Saturday, November 16, 2013

Flying Burrito Brothers, "Hot Burrito # 1, #2"

In 1973, a year after CCR disbanded and Lou Reed released "Walk On the Wild Side," Gram Parsons died in a resort town in the California desert. In fact, it's been thirty years since his death, and he has become a bonafide legend in certain circles, a lost prophet of American roots music gone far, far too soon. And the Eagles skullfucked his corpse in order to obtain their mastery over the country-rock format that he pioneered.

Kidding, though I always used to say that to a buddy of mine who happened to be a huge Eagles fan, as a way of being an ass.

Anyway, Parsons fronted two of the oddest-named bands in the history of popular music, the International Submarine Band and the Flying Burrito Brothers, in between these two briefly joining the premier American folk-rock band the Byrds and changing their musical direction irrevocably. If he hadn't died at the age of twenty-six, of the usual-suspects cause of drug overdose, he'd probably have a long and prolific career. But then he wouldn't be Gram Parsons.

His life, as recorded by Ben Fong-Torres, could've been a country song (and while there have been other books about Parsons, I would stick with Fong-Torres' tome). His biological father died when he was young, and his mother committed suicide. Parsons went to Harvard but dropped out to become a travelling musician, playing the country music of his native South (born in Florida but raised in Georgia) with an inverted rock twist. At the height of psychedelic rock (the inspiration for so many band names far more bizarre than even ISB or FBB), Parsons struck out on a different path, a path that would leave him gone before he could see how far and wide his inspiration went. You can't have Wilco without Gram Parsons to show the way.

Parsons and the country-fied Byrds were not alone in 1968, when Sweethearts Of the Rodeo (his sole album with the group) came out; the Band came out of hibernation with Dylan to release their own take on roots music, and Bob Dylan himself unplugged and embraced country sounds. It's not hard to understand why country rock took off like it did: the excess of a lot of Sixties music (basically anything that you hear in a movie today to make you think "oh, it must be the Sixties!") began to wear on its target audience as the world around them became much scarier. In 1968, you had the Tet Offensive in Vietnam, the assassinations of Martin Luther King and Bobby Kennedy, the Chicago Convention riots, and the election of Tricky Dick and his gang of crooks to the highest office in the land. Who wants to hear guitar feedback from the Exploding Chocolate Watchband Fruitgum Mothers of Dynamic Tensions and Inventions, fronted by Jeff Beck?

Country rock, of course, is now "alt country," and more power to you if you like it; I've dipped my toe in a couple of times, but apart from Wilco I think I'm good. Mainstream country music never embraced Gram Parsons the way that alt country did; they went for the slick Eagles-style commercial sound in the early Nineties and never looked back. The absolute nadir of this is, of course, Florida-Georgia Line's "Cruise." I doubt that Parsons would look too kindly upon this, as it sullies both his birthplace and home state in the band name alone.

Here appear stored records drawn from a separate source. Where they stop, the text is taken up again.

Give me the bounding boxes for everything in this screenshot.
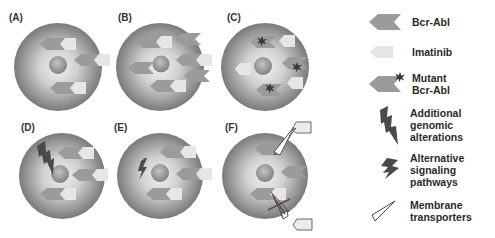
legend-line: Alternative: [410, 152, 464, 164]
nucleus: [256, 164, 274, 182]
bcr-abl-arrow-icon: [369, 14, 401, 30]
nucleus: [151, 164, 169, 182]
legend-line: signaling: [410, 164, 464, 176]
nucleus: [51, 165, 69, 183]
bcr-abl-imatinib-complex: [136, 36, 172, 48]
bcr-abl-imatinib-complex: [150, 80, 186, 92]
bcr-abl-imatinib-complex: [74, 54, 110, 66]
cell-panel-e: [117, 133, 212, 219]
bcr-abl-imatinib-complex: [146, 188, 182, 200]
cell-panel-b: [116, 23, 212, 111]
bcr-abl-imatinib-complex: [40, 188, 76, 200]
legend-line: alterations: [410, 131, 463, 143]
bcr-abl-imatinib-complex: [176, 54, 212, 66]
panel-label-b: (B): [118, 12, 132, 23]
nucleus: [153, 56, 170, 73]
legend-line: Mutant: [412, 72, 450, 84]
cell-panel-a: [14, 23, 110, 111]
bcr-abl-imatinib-complex: [58, 147, 94, 159]
legend-line: Additional: [410, 107, 463, 119]
bcr-abl-imatinib-complex: [50, 82, 86, 94]
panel-label-e: (E): [114, 122, 127, 133]
panel-label-d: (D): [21, 122, 35, 133]
legend-label-mutant-bcr-abl: Mutant Bcr-Abl: [412, 72, 450, 96]
cell-panel-f: [222, 122, 312, 230]
imatinib-external: [293, 219, 312, 230]
bcr-abl-imatinib-complex: [250, 188, 286, 200]
legend-icons: [369, 14, 405, 221]
bcr-abl-imatinib-complex: [40, 38, 76, 50]
legend-line: Bcr-Abl: [412, 16, 450, 28]
panel-label-f: (F): [225, 122, 238, 133]
bcr-abl-imatinib-complex: [160, 146, 196, 158]
bcr-abl-imatinib-complex: [72, 169, 108, 181]
legend-label-genomic-alterations: Additional genomic alterations: [410, 107, 463, 143]
legend-line: Imatinib: [412, 46, 452, 58]
legend-line: transporters: [410, 211, 472, 223]
nucleus: [49, 56, 67, 74]
lightning-genomic-icon: [380, 106, 398, 145]
cell-panel-d: [19, 133, 108, 219]
bcr-abl-imatinib-complex: [176, 168, 212, 180]
legend-label-membrane-transporters: Membrane transporters: [410, 199, 472, 223]
legend-line: Bcr-Abl: [412, 84, 450, 96]
imatinib-icon: [370, 46, 393, 58]
legend-label-imatinib: Imatinib: [412, 46, 452, 58]
legend-label-bcr-abl: Bcr-Abl: [412, 16, 450, 28]
panel-label-a: (A): [9, 12, 23, 23]
lightning-signaling-icon: [381, 158, 399, 179]
transporter-cone-icon: [372, 201, 395, 221]
nucleus: [254, 57, 272, 75]
panel-label-c: (C): [227, 12, 241, 23]
cell-panel-c: [221, 23, 309, 111]
legend-line: genomic: [410, 119, 463, 131]
legend-line: pathways: [410, 176, 464, 188]
legend-line: Membrane: [410, 199, 472, 211]
legend-label-signaling-pathways: Alternative signaling pathways: [410, 152, 464, 188]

Let's talk about band names for a minute: I can't remember why exactly Parsons and former Byrd Chris Hillman settled on "Flying Burrito Brothers" as a band name, but damned if it doesn't stick in your memory after you've heard it (and possibly makes you crave some Mexican food). Parsons made two albums with the group (one more than he made with the Byrds or the International Submarine Band) before striking out on a solo career that included the discovery of songbird Emmylou Harris as his duet partner. Those two albums, The Gilded Palace of Sin and Burrito Deluxe, are must-haves. The early Seventies were both the best and worst time for music in a lot of ways: with the Beatles split up, the stage was clear for someone to take up the mantle of rock god (it is only to ourselves that blame must fall for KISS claiming that title). Everyone who heard the Band's debut did their own country-rock version of it (Elton John named a song after Levon Helm, for pete's sake). And Gram Parsons sent his burritos flying with songs that married traditional country sounds with rock and roll sensibilities. The Rolling Stones owe him a debt, and it's possible that his time in the company of champion drug-taker Keith Richards contributed to Parsons' early demise. But sometimes an artist can reach more people after he's passed; it's unfortunate, but a truism. Van Gogh and Keats had to die before anyone would appreciate them; Jim Morrison and Ian Curtis unintentionally built up cults around their deaths somehow being prefigured in their music. Gram Parsons could've had a much longer career, but then maybe he wouldn't be Gram Parsons.

So seek out The Gilded Palace of Sin and Burrito Deluxe (if you're lucky, you'll come across the one-CD grouping of both albums as a package deal like I did years ago). Before hipsters tried to ruin it, country rock was pretty damn cool, and Gram Parsons was at the head of the pack.